Santorum Urges GOP in Iowa to Embrace Pop Culture, Working Class

Santorum Urges GOP in Iowa to Embrace Pop Culture, Working Class

Keeping the door open on a 2016 run, former Republican presidential candidate Rick Santorum was enthusiastically received by Iowans this weekend. Santorum actually won the Iowa caucuses in 2012, but that did not become official until three weeks after Santorum and  Former Massachusetts Gov. Mitt Romney essentially tied on caucus night.

Santorum is now the CEO of a faith-based film company, and he reportedly told Iowans at the Iowa State Fair on Friday that while parents spend “10 minutes, 15 minutes a day” with their children, “these devices”–like iPhones, iPads, computers, and televisions–“get about eight hours.” 

According to the Daily Beast, Santorum said there are “a lot of entertainers who play politics, but there aren’t very many politicians who get into entertainment.” He said there needed to be more because “we don’t understand the impact of culture on the political system and the future of our country and it’s a very big part of America.”

At the Family Leadership Summit on Saturday, Santorum continued to talk about the importance of appealing to working class Americans, which he did for much of the 2012 campaign. On the stump and in interviews in 2012, Santorum emphasized the importance of fighting for people who worked with their hands and showered at night in order to contrast himself and his message from Mitt Romney, who had trouble resonating with working class Americans.

“We need to reject this idea that if we build the economy, all boats will rise. We need to talk about people who have holes in their boats, because we all do,” Santorum said, emphasizing Republicans failed to connect with “marginalized” working class voters. 

Santorum outworked his opponents in Iowa in 2012, visiting all 99 counties in a sweater vest and pickup truck. He became the darling of social conservatives in a field that lacked a strong messenger. He rocketed up Iowa’s polls after Sarah Palin mentioned him in an appearance on Fox News just over a month before the caucuses.

But Santorum, who was part of the freshman Congressional class in the 1990s that exposed the House banking scandal, did not get the enthusiastic support of Tea Partiers because he became associated with K-Street and lobbying during the 2000s and voted for legislation like No Child Left Behind and the Medicare Prescription Drug Benefit that the conservative base revolted against while he was in the Senate. 

Without those ties to the Republican establishment of the last decade, Santorum may have been the true “Teavangelical” candidate that appealed as fervently to Evangelicals and Tea Partiers. His run for the presidency was also costly, as Santorum still has over $500,000 in campaign debt he has yet to retire from the 2012 campaign. 

Regardless, Santorum, by staking his candidacy on Iowa in 2012, respected the caucuses and Iowans, and this weekend showed that Iowans still have not forgotten that–or him.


INSTRUCTIONS TO FOLLOW —
The number needed is how many lines in these entries contain "Image"; give it alone.
** PROVIDED DATA follows **
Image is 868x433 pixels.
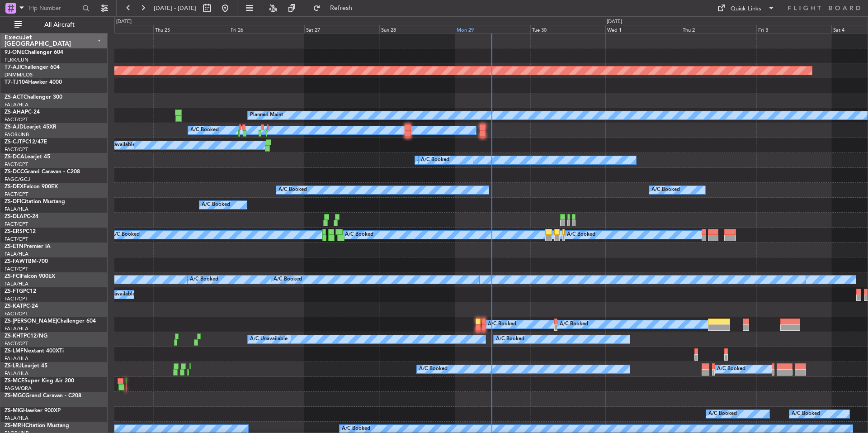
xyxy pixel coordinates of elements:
a: ZS-DCCGrand Caravan - C208 [4,169,80,174]
span: ZS-ETN [4,244,24,249]
div: A/C Booked [421,153,449,167]
a: ZS-MGCGrand Caravan - C208 [4,393,81,399]
a: FACT/CPT [4,221,28,228]
span: ZS-KHT [4,334,24,339]
a: FACT/CPT [4,146,28,153]
div: A/C Booked [190,123,218,137]
div: Quick Links [730,4,761,13]
span: Refresh [322,5,360,11]
div: Thu 25 [153,25,229,33]
span: ZS-LRJ [4,363,22,369]
div: A/C Booked [202,198,230,212]
a: FALA/HLA [4,355,29,362]
span: ZS-MRH [4,423,25,428]
span: ZS-FAW [4,259,25,264]
a: T7-TJ104Hawker 4000 [4,80,62,85]
a: FACT/CPT [4,340,28,347]
a: ZS-LRJLearjet 45 [4,363,48,369]
span: ZS-DEX [4,184,24,189]
span: ZS-[PERSON_NAME] [4,318,57,324]
div: A/C Booked [274,273,302,287]
span: ZS-DCC [4,169,24,174]
span: ZS-DFI [4,199,21,205]
span: ZS-MIG [4,408,23,413]
div: A/C Booked [496,332,524,346]
span: ZS-KAT [4,303,23,309]
div: Wed 24 [78,25,153,33]
span: ZS-DCA [4,154,24,160]
div: [DATE] [606,18,622,26]
span: ZS-ACT [4,95,24,100]
span: ZS-AJD [4,125,24,130]
span: All Aircraft [24,22,95,28]
a: ZS-[PERSON_NAME]Challenger 604 [4,318,96,324]
a: ZS-ETNPremier IA [4,244,50,249]
a: ZS-FTGPC12 [4,289,36,294]
div: A/C Booked [488,317,516,331]
a: FAGC/GCJ [4,176,30,183]
div: A/C Booked [651,183,680,197]
a: ZS-DCALearjet 45 [4,154,50,160]
span: ZS-LMF [4,348,24,354]
a: ZS-ERSPC12 [4,229,36,234]
a: ZS-FAWTBM-700 [4,259,48,264]
div: [DATE] [116,18,132,26]
span: 9J-ONE [4,50,24,55]
div: A/C Booked [717,362,746,376]
div: Planned Maint [250,109,283,122]
a: FAGM/QRA [4,385,31,392]
span: ZS-MGC [4,393,25,399]
a: FALA/HLA [4,206,29,212]
a: FALA/HLA [4,251,29,257]
a: FACT/CPT [4,310,28,317]
a: DNMM/LOS [4,71,32,78]
a: ZS-MIGHawker 900XP [4,408,61,413]
span: ZS-CJT [4,139,22,145]
a: FACT/CPT [4,266,28,273]
a: FALA/HLA [4,102,29,108]
span: T7-AJI [4,64,21,70]
div: A/C Booked [419,362,447,376]
div: A/C Booked [567,228,595,242]
div: Fri 3 [756,25,832,33]
a: 9J-ONEChallenger 604 [4,50,63,55]
div: A/C Unavailable [97,139,135,152]
a: T7-AJIChallenger 604 [4,64,59,70]
a: ZS-AHAPC-24 [4,109,40,115]
div: Thu 2 [680,25,756,33]
div: A/C Booked [279,183,307,197]
a: FACT/CPT [4,296,28,302]
a: FACT/CPT [4,161,28,168]
a: FALA/HLA [4,370,29,377]
a: FAOR/JNB [4,131,29,138]
a: FALA/HLA [4,280,29,287]
div: Tue 30 [530,25,606,33]
div: Fri 26 [229,25,304,33]
div: A/C Booked [708,407,736,420]
a: FALA/HLA [4,415,29,422]
div: A/C Booked [559,317,588,331]
div: A/C Unavailable [97,288,135,301]
a: FALA/HLA [4,325,29,332]
a: ZS-MCESuper King Air 200 [4,378,74,383]
span: ZS-ERS [4,229,22,234]
button: Refresh [309,1,363,15]
a: ZS-DEXFalcon 900EX [4,184,58,189]
a: FACT/CPT [4,116,28,123]
span: ZS-FTG [4,289,23,294]
span: T7-TJ104 [4,80,28,85]
button: All Aircraft [10,18,98,32]
a: FACT/CPT [4,235,28,242]
a: ZS-CJTPC12/47E [4,139,47,145]
a: ZS-DFICitation Mustang [4,199,65,205]
span: ZS-DLA [4,214,24,219]
a: ZS-ACTChallenger 300 [4,95,62,100]
div: A/C Booked [190,273,218,287]
a: ZS-KATPC-24 [4,303,38,309]
div: A/C Booked [111,228,139,242]
a: ZS-MRHCitation Mustang [4,423,69,428]
a: ZS-AJDLearjet 45XR [4,125,57,130]
a: FACT/CPT [4,191,28,198]
a: ZS-KHTPC12/NG [4,334,48,339]
div: A/C Booked [417,153,446,167]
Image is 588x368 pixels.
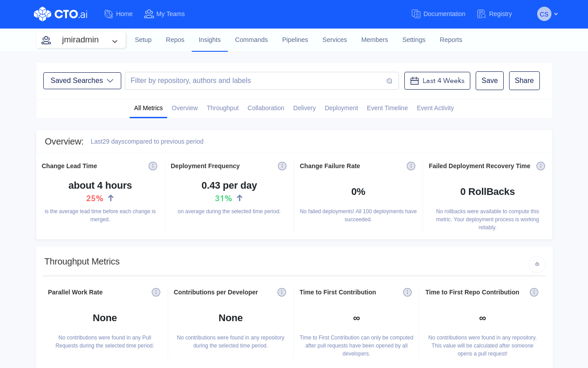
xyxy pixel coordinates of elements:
button: CS [537,7,551,21]
h4: None [48,305,162,331]
h4: 0.43 per day [171,178,288,193]
a: Commands [227,28,275,52]
span: CS [540,7,548,21]
a: Insights [192,28,228,51]
div: is the average lead time before each change is merged. [42,205,159,224]
span: Collaboration [247,103,285,113]
a: Documentation [410,6,476,23]
div: Time to First Repo Contribution [425,287,528,297]
button: jmiradmin [36,32,125,48]
a: Home [103,6,144,23]
span: Throughput [207,103,239,113]
span: All Metrics [134,103,163,113]
h4: about 4 hours [42,178,159,193]
button: Share [509,71,540,90]
div: Time to First Contribution [299,287,402,297]
div: Parallel Work Rate [48,287,151,297]
span: Overview [172,103,198,113]
a: My Teams [144,6,196,23]
h4: None [174,305,287,331]
div: Filter by repository, authors and labels [127,75,251,86]
span: Event Activity [417,103,454,113]
iframe: Chat Widget [543,325,588,368]
div: Change Lead Time [42,162,148,171]
div: on average during the selected time period. [171,205,288,216]
span: Event Timeline [367,103,408,113]
h3: Throughput Metrics [45,255,120,268]
a: Reports [432,28,469,52]
div: Last 29 days compared to previous period [91,137,204,146]
span: Delivery [293,103,316,113]
div: No contributions were found in any Pull Requests during the selected time period. [48,331,162,349]
div: Contributions per Developer [174,287,276,297]
img: CTO.ai Logo [34,7,87,21]
a: Members [355,28,395,52]
h3: Overview : [45,135,84,148]
a: Pipelines [275,28,315,52]
h4: ∞ [425,305,539,331]
a: Repos [159,28,192,52]
span: My Teams [156,10,185,17]
span: Deployment [325,103,358,113]
h4: 0 RollBacks [429,178,547,205]
div: No contributions were found in any repository during the selected time period. [174,331,287,349]
button: Last 4 Weeks [404,72,470,90]
h4: 0% [300,178,417,205]
span: 31 % [215,193,232,204]
div: No failed deployments! All 100 deployments have succeeded. [300,205,417,224]
div: Failed Deployment Recovery Time [429,162,535,171]
span: Home [116,10,133,17]
div: No rollbacks were available to compute this metric. Your deployment process is working reliably. [429,205,547,232]
span: 25 % [86,193,103,204]
a: Setup [128,28,159,52]
div: Change Failure Rate [300,162,406,171]
img: arrow_icon_up.svg [528,256,546,274]
div: Deployment Frequency [171,162,277,171]
a: Services [315,28,354,52]
a: Settings [395,28,432,52]
h4: ∞ [299,305,413,331]
a: Registry [476,6,522,23]
span: Registry [489,10,512,17]
button: Save [476,71,504,90]
button: Saved Searches [43,73,121,89]
div: No contributions were found in any repository. This value will be calculated after someone opens ... [425,331,539,357]
span: Documentation [424,10,466,17]
div: Saved Searches [51,75,103,86]
div: Time to First Contribution can only be computed after pull requests have been opened by all devel... [299,331,413,357]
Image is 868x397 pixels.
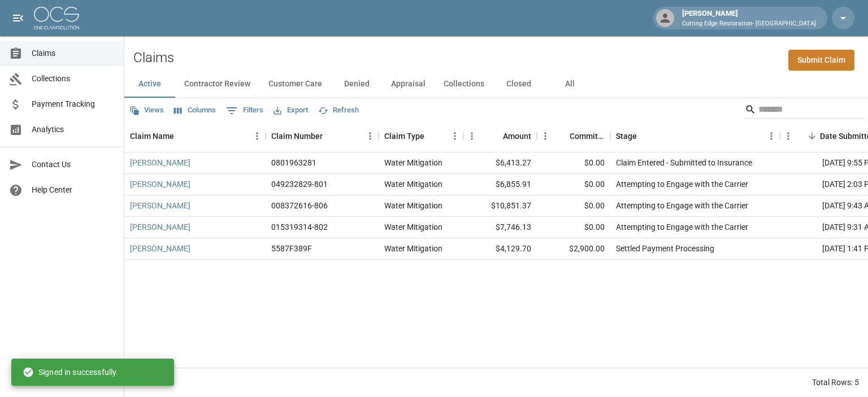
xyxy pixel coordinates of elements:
[127,101,167,119] button: Views
[678,8,821,28] div: [PERSON_NAME]
[31,159,115,171] span: Contact Us
[537,120,611,152] div: Committed Amount
[384,200,443,211] div: Water Mitigation
[382,71,435,98] button: Appraisal
[174,128,190,144] button: Sort
[175,71,260,98] button: Contractor Review
[384,243,443,254] div: Water Mitigation
[384,120,425,152] div: Claim Type
[503,120,532,152] div: Amount
[463,174,537,195] div: $6,855.91
[271,243,312,254] div: 5587F389F
[130,157,190,168] a: [PERSON_NAME]
[446,128,463,145] button: Menu
[384,157,443,168] div: Water Mitigation
[763,128,780,145] button: Menu
[266,120,379,152] div: Claim Number
[637,128,653,144] button: Sort
[31,124,115,136] span: Analytics
[31,98,115,110] span: Payment Tracking
[260,71,331,98] button: Customer Care
[537,153,611,174] div: $0.00
[130,221,190,233] a: [PERSON_NAME]
[812,376,860,388] div: Total Rows: 5
[537,174,611,195] div: $0.00
[34,7,79,30] img: ocs-logo-white-transparent.png
[493,71,544,98] button: Closed
[124,120,266,152] div: Claim Name
[133,49,174,66] h2: Claims
[271,157,317,168] div: 0801963281
[31,184,115,196] span: Help Center
[130,243,190,254] a: [PERSON_NAME]
[616,200,748,211] div: Attempting to Engage with the Carrier
[537,238,611,260] div: $2,900.00
[463,153,537,174] div: $6,413.27
[537,195,611,217] div: $0.00
[425,128,440,144] button: Sort
[537,217,611,238] div: $0.00
[323,128,339,144] button: Sort
[683,19,816,29] p: Cutting Edge Restoration- [GEOGRAPHIC_DATA]
[463,217,537,238] div: $7,746.13
[745,101,866,121] div: Search
[463,195,537,217] div: $10,851.37
[331,71,382,98] button: Denied
[22,362,118,383] div: Signed in successfully.
[616,243,715,254] div: Settled Payment Processing
[130,200,190,211] a: [PERSON_NAME]
[172,101,219,119] button: Select columns
[315,101,362,119] button: Refresh
[130,120,174,152] div: Claim Name
[544,71,595,98] button: All
[616,120,637,152] div: Stage
[805,128,820,144] button: Sort
[384,221,443,233] div: Water Mitigation
[271,179,328,189] div: 049232829-801
[271,200,328,211] div: 008372616-806
[31,48,115,59] span: Claims
[223,101,266,119] button: Show filters
[463,238,537,260] div: $4,129.70
[611,120,780,152] div: Stage
[130,179,190,189] a: [PERSON_NAME]
[124,71,868,98] div: dynamic tabs
[780,128,797,145] button: Menu
[570,120,605,152] div: Committed Amount
[537,128,554,145] button: Menu
[616,157,753,168] div: Claim Entered - Submitted to Insurance
[616,179,748,189] div: Attempting to Engage with the Carrier
[271,221,328,233] div: 015319314-802
[124,71,175,98] button: Active
[362,128,379,145] button: Menu
[271,120,323,152] div: Claim Number
[435,71,493,98] button: Collections
[463,120,537,152] div: Amount
[379,120,463,152] div: Claim Type
[31,73,115,84] span: Collections
[384,179,443,189] div: Water Mitigation
[616,221,748,233] div: Attempting to Engage with the Carrier
[249,128,266,145] button: Menu
[463,128,480,145] button: Menu
[789,49,855,71] a: Submit Claim
[271,101,311,119] button: Export
[487,128,503,144] button: Sort
[7,7,30,30] button: open drawer
[554,128,570,144] button: Sort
** End of PROVIDED DATA **
RESPONSE BELOW —
3